Task item:
Look through the material below and copy every line containing the word "screenshot".

Data for analysis:
Start of Block

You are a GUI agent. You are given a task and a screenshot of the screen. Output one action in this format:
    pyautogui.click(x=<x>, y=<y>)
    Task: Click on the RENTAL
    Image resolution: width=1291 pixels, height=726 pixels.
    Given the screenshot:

End of Block
Start of Block

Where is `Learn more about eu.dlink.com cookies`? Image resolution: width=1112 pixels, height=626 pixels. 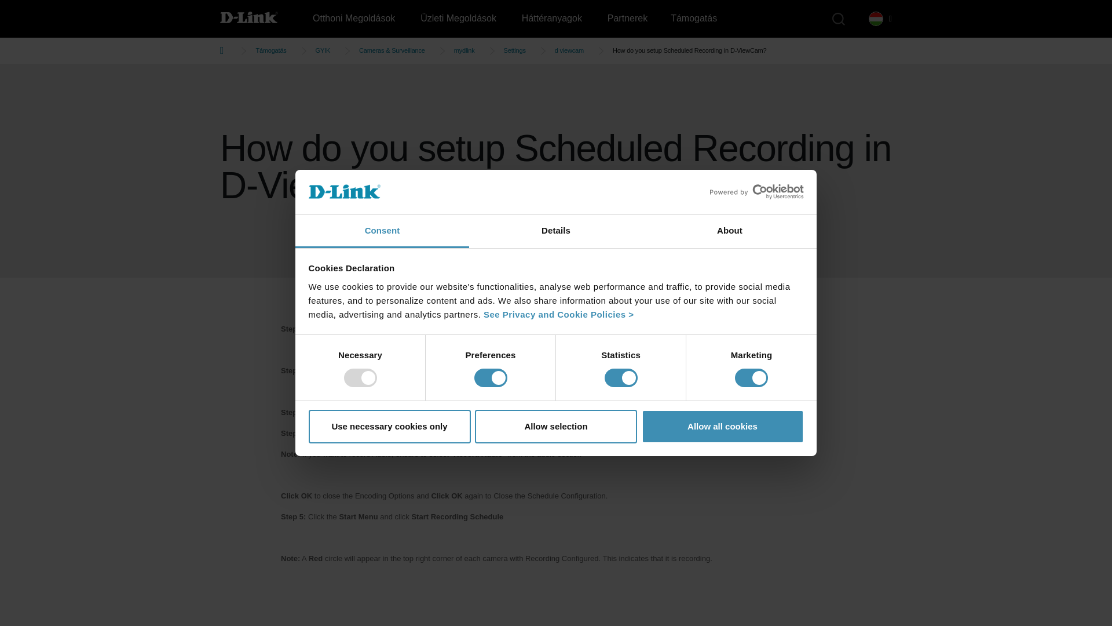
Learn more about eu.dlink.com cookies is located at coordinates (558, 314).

End of Block

Answer to the exercise:
You are a GUI agent. You are given a task and a screenshot of the screen. Output one action in this format:
    Given the screenshot:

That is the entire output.